Hence the post becomes more extreme and offensive in its images. "They resembled each other as the buffalo that fall into the jaws of crocodiles swarming the Mara River during the Great Migration Season on the Serengeti Plain," the TV man wrote. "The herd in its thousands rushes into the river, shoulder to shoulder rubbing. I condemned myself for the 'I told you, but I also could not identify with the tone of mourning in which the radio and television announcers spoke," London added.

"The somewhat slow-moving tone, a quarter of an octave low, reserved for announcements about IDF casualties and other heavy disasters occurring only in the Jewish world.
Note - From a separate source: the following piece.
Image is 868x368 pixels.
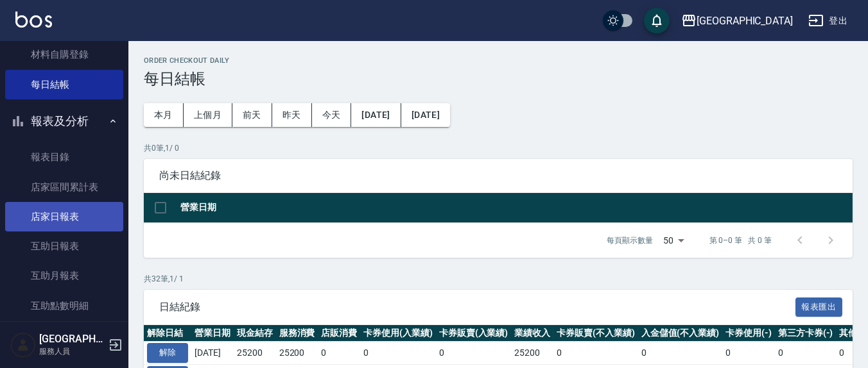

I knew that the voices of survivors would be heard immediately, descriptions from those who were almost killed but miraculously rescued, complaints against police officers who in one way or another aggravated the disaster, reports of intrigue by the police, Netanyahu in his deep voice This, demands for the establishment of a commission of inquiry and dismissals, explanations of the Jewish character who excels in skyrocketing initiatives and is negligent in details ... One of the rabbis of the Lau family will talk about the fact that the pain belongs to all of us and that in such situations Someone will say 'Holocaust'. It will not be long before the field journalist, spurred on by their panicked editors, will bring us the pictures of the victims accompanied by texts showing the magnitude of the loss."All those who perished will have donations and some of them will have relatives who have just died in other disasters, because in the Hebrew media there is no victim of a disaster who died without a stranger of previous disasters in his family."

London signed his remarks by expressing regret "for the sake of politeness."

"I try to internalize the grief, to feminize it, to arouse it, to make it a personal, authentic experience, instead of being a learned team of people, and the effort does not go up well. is nothing".

As expected, the reactions on the network were not long in coming and the social networks have been tumultuous ever since, in view of the controversial statements.

"Yaron London has looted himself," a tweeter wrote on Twitter.

"The ultra-Orthodox are an integral part of the State of Israel, their pain is also our pain."

"Yaron London, not from my people," wrote another. "The left is ashamed of Yaron London's words," others wrote, alongside statements such as "A person's shame and disgrace, why give him a stage at all. A dark person." In the post itself, too, London received a host of responses - some congratulating him on "the courage, sincerity and daring to swim against the current", while others condemned his remarks and called him a "racist".